Isla stood and moved to the whiteboard where they'd been mapping the case, studying the photographs, timelines, and connections they'd painstakingly documented. "The killer has intimate knowledge of the steam tunnel system—not just the active sections, but the abandoned ones too. They know how to navigate in the dark, how to modify temperature controls, how to prepare these elaborate death scenes."
"And they have legitimate access," James added. "The security logs show authorized entries at multiple access points, which means they're either a current city employee or someone with stolen credentials."
"Or someone whose consulting contract gives them broad access." Isla thought about Dr. Pritchard, who was under surveillance, so he couldn’t have done this. "But we need more than theories. We need maps."
She pulled out her phone and called Carol Martinez, who answered on the second ring with the slightly frazzled tone of someone dealing with a crisis.
"Agent Rivers. I've been expecting your call."
"I need complete maps of the tunnel system," Isla said without preamble. "Every section, active and decommissioned, with all access points marked. How quickly can you get them to me?"
Martinez's pause was telling. "That's... complicated. The official maps we have are incomplete. The system's been expanded and modified so many times over the decades that the documentation hasn't kept pace. Some of the older sections were never properly documented to begin with."
Isla felt frustration building in her chest, hot and tight. "You're telling me the city doesn't know what's underneath its own streets?"

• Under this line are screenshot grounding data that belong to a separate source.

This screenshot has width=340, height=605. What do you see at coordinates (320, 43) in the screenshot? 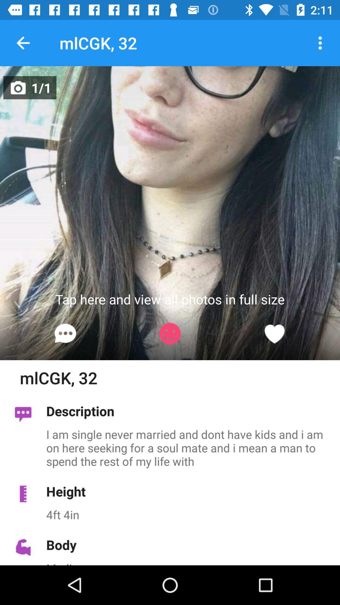
I see `tap the item next to the mlcgk, 32 icon` at bounding box center [320, 43].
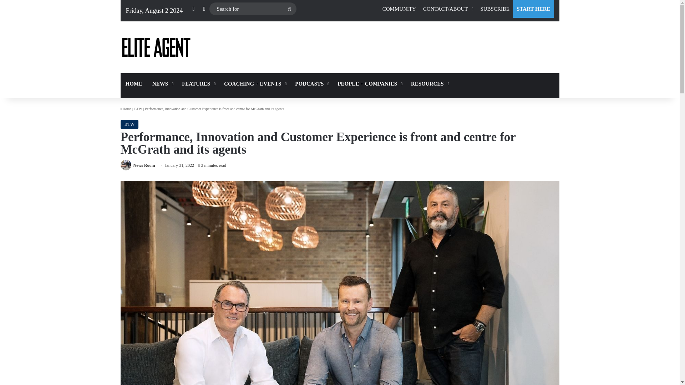 This screenshot has width=685, height=385. I want to click on News Room, so click(144, 165).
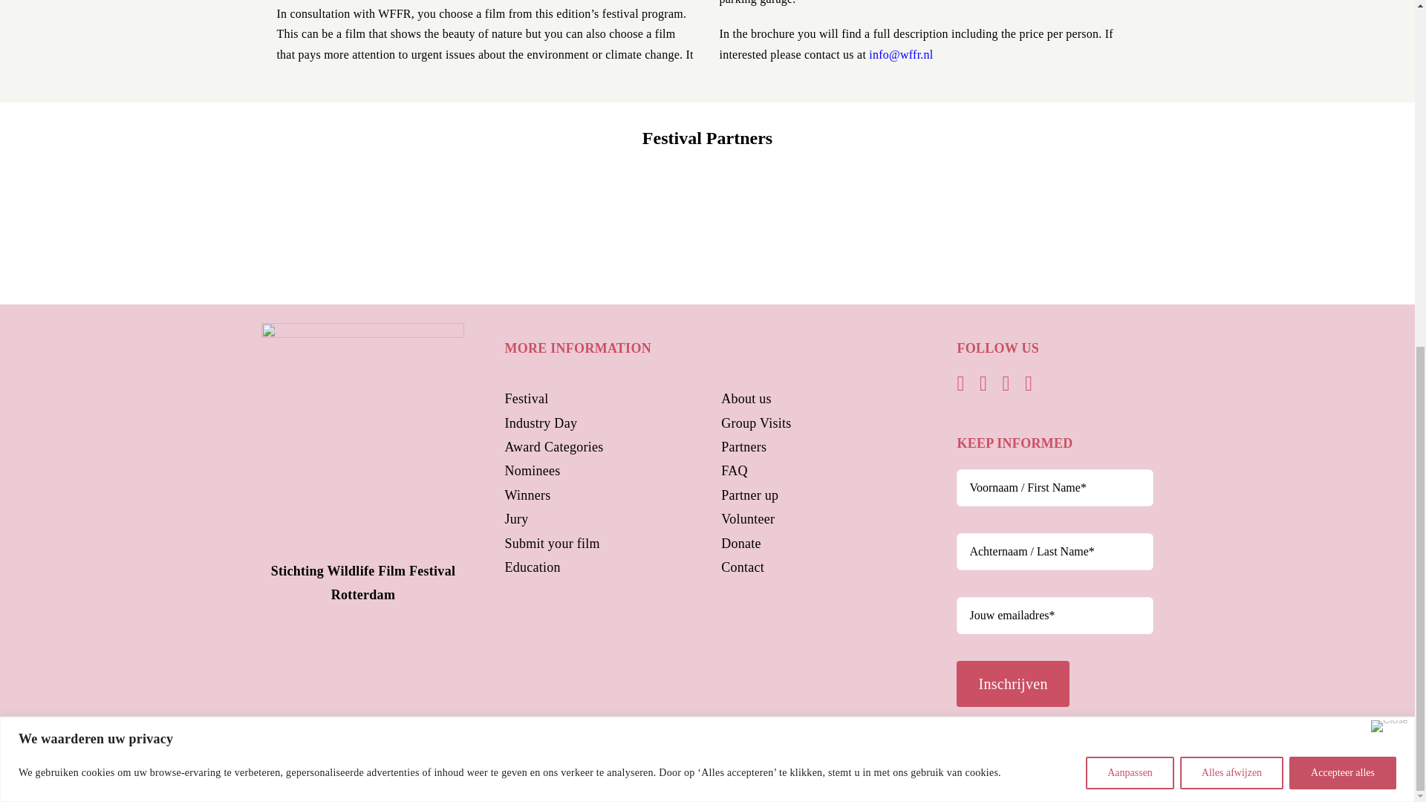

"I'm telling you the city knows most of it, but not all of it. The decommissioned sections, especially, some of those date back to the 1920s. They were abandoned when we built newer systems, and nobody bothered to maintain detailed records of passages nobody was supposed to use anymore."
"But someone is using them," Isla said, her voice tight with the effort of staying professional. "Someone who knows those passages better than your official maps show them."
"I know." Martinez sounded miserable. "I'm working on compiling what we have, but it's going to take time. Maybe by the end of the day, I can have something comprehensive for you."
End of day. Another eight hours while a killer who'd already murdered three people in four days remained free to plan their next victim. Isla's hand tightened on her phone.
"Make it your priority," she said. "And Martinez? If you have staff who know the tunnels better than what's on your official maps, I need their names. Someone who's spent significant time down there, someone who'd be familiar with the abandoned sections."